Written by Anna Vorhes
Born
May 10, 1910 in Atlanta, Georgia
Died
May 28, 1981 in Durham, North Carolina
Composed
Began in 1942, with the orchestral version following in 1946
Premiere
The small jazz ensemble premiered on December 21, 1945, with various technical difficulties including the conductor losing a page of the score. In June 1946 at Carnegie Hall. An orchestra of seventy performed the work
Instrumentation
one flute, one oboe, one clarinet, one bassoon, one French horn, one trumpet, one trombone, four percussion, one piano, ten violin I, eight violin II, six viola, six cello, four upright bass
Duration
6 minutes
Something to listen for
The jazz idiom was very natural for Williams as she had been an active performer since she was very young. More surprising is her interest in and imitation of the music of Paul Hindemith, Igor Stravinsky, and Arnold Schoenberg. As she composed this twelve movement suite, Williams drew on all the musical influences around her. Originally for a much smaller combo of jazz musicians, as the orchestral version evolved, Williams used many other instruments to create an even more interesting work. According to contemporary reports, some of the improvisatory nature of this was confusing to the first musicians asked to perform this. That isn't apparent in performances of the work today.
Program Notes
Mary Lou Williams was born Mary Elfrieda Scruggs. Her earliest years were spent on her mother's lap during church services, where her mother served as pianist and organist. The family moved to Pittsburgh in 1915, and Mary Lou was exposed to touring jazz bands in addition to sacred music. Her stepfather, Fletcher Burely, bought her a piano so she could hone her developing skills, beginning by age 12 sitting in with touring bands, she gained a reputation as "The Little Piano Girl of East Liberty." She married saxophonist John Williams in 1926 and they moved to Oklahoma. In the 1930s and 1940s she not only performed but wrote arrangements for jazz bands. Earl Hines, Benny Goodman, and Duke Ellington all used and praised her arrangements.

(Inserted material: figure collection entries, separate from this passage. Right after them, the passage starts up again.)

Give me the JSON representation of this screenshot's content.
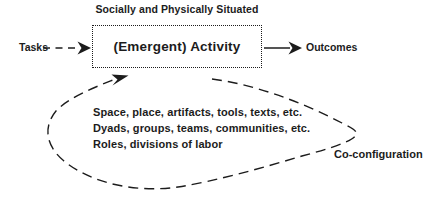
{
  "diagram": {
    "situated_label": "Socially and Physically Situated",
    "activity_label": "(Emergent) Activity",
    "tasks_label": "Tasks",
    "outcomes_label": "Outcomes",
    "loop_lines": {
      "0": "Space, place, artifacts, tools, texts, etc.",
      "1": "Dyads, groups, teams, communities, etc.",
      "2": "Roles, divisions of labor"
    },
    "coconfig_label": "Co-configuration",
    "colors": {
      "ink": "#1c1c1c",
      "background": "#ffffff"
    }
  }
}
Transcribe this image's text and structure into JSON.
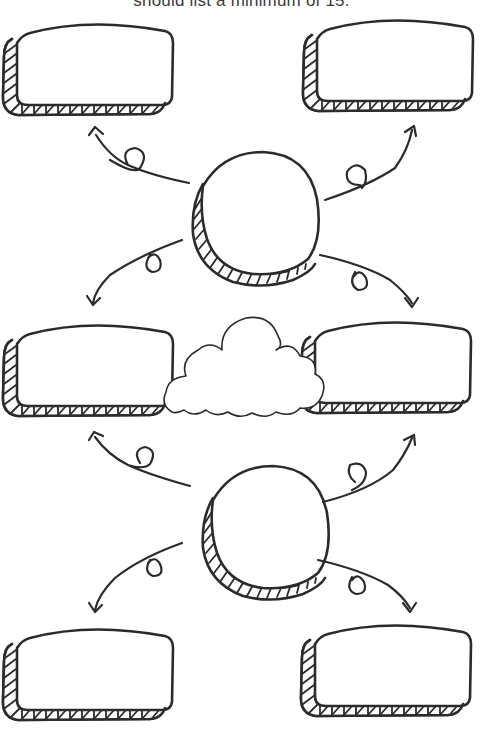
{
  "header": {
    "instruction_text": "should list a minimum of 15."
  },
  "diagram": {
    "type": "mind-map-worksheet",
    "central_nodes": [
      {
        "id": "circle-top",
        "shape": "hatched-circle",
        "label": ""
      },
      {
        "id": "circle-bottom",
        "shape": "hatched-circle",
        "label": ""
      }
    ],
    "boxes": [
      {
        "id": "box-top-left",
        "label": ""
      },
      {
        "id": "box-top-right",
        "label": ""
      },
      {
        "id": "box-middle-left",
        "label": ""
      },
      {
        "id": "box-middle-right",
        "label": ""
      },
      {
        "id": "box-bottom-left",
        "label": ""
      },
      {
        "id": "box-bottom-right",
        "label": ""
      }
    ],
    "cloud": {
      "id": "cloud-center",
      "label": ""
    },
    "arrows": [
      {
        "from": "circle-top",
        "to": "box-top-left",
        "style": "looped-curve"
      },
      {
        "from": "circle-top",
        "to": "box-top-right",
        "style": "looped-curve"
      },
      {
        "from": "circle-top",
        "to": "box-middle-left",
        "style": "looped-curve"
      },
      {
        "from": "circle-top",
        "to": "box-middle-right",
        "style": "looped-curve"
      },
      {
        "from": "circle-bottom",
        "to": "box-middle-left",
        "style": "looped-curve"
      },
      {
        "from": "circle-bottom",
        "to": "box-middle-right",
        "style": "looped-curve"
      },
      {
        "from": "circle-bottom",
        "to": "box-bottom-left",
        "style": "looped-curve"
      },
      {
        "from": "circle-bottom",
        "to": "box-bottom-right",
        "style": "looped-curve"
      }
    ],
    "colors": {
      "ink": "#2b2b2b",
      "background": "#ffffff"
    }
  }
}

The Zodiac Suite was conceived when a bandmate loaned Williams a book on astrology. The composition developed as a picture of various friends and acquaintances and their respective signs. We will hear Scorpio "creative, intense, and passionate" with "a strong and forceful pattern", depicting dancer Katherine Dunham, and Sagittarius music in a "triumphant and varied mood" for "those who are usually successful, noble, and magnanimous", depicting pianist Eddie Haywood.
Katherine Dunham was a dancer with a strong interest in ethnic dance and connections to anthropology. Dunham used her own degree in anthropology earned at the University of Chicago and the grants she received through the Rosenwald Fund to explore the dances of Africa, the Caribbean, South America and African American experiences. It's not hard to imagine modern dance as we listen to William's music.
Eddie Haywood was a jazz pianist who sometimes accompanies Billie Holiday. In 1947, he suffered a partial paralysis which he worked through and was able to go back to performing in 1951. His own composition Canadian Sunset earned the number two spot on the Billboard charts.
Mary Lou Williams never found financial security. She walked off the stage at Paris nightclub le Boeuf sur le Toit, exhausted, in 1954, and spent the next three years away from the jazz scene. (Interestingly, le Boeuf sur le Toit was a club Darius Milhaud frequented often to hear the jazz that so intrigued him.)
Williams became a Catholic in 1957 and spent much of the rest of her career writing service music. She wrote a number of jazz masses, including one commissioned by the Vatican, The Mass for Peace and Justice in 1969. The following year she rescored and expanded the mass and retitled it Mary Lou's Mass. In 1975, that mass was performed at St. Patrick's Cathedral in New York, the first time on record that jazz had been performed there.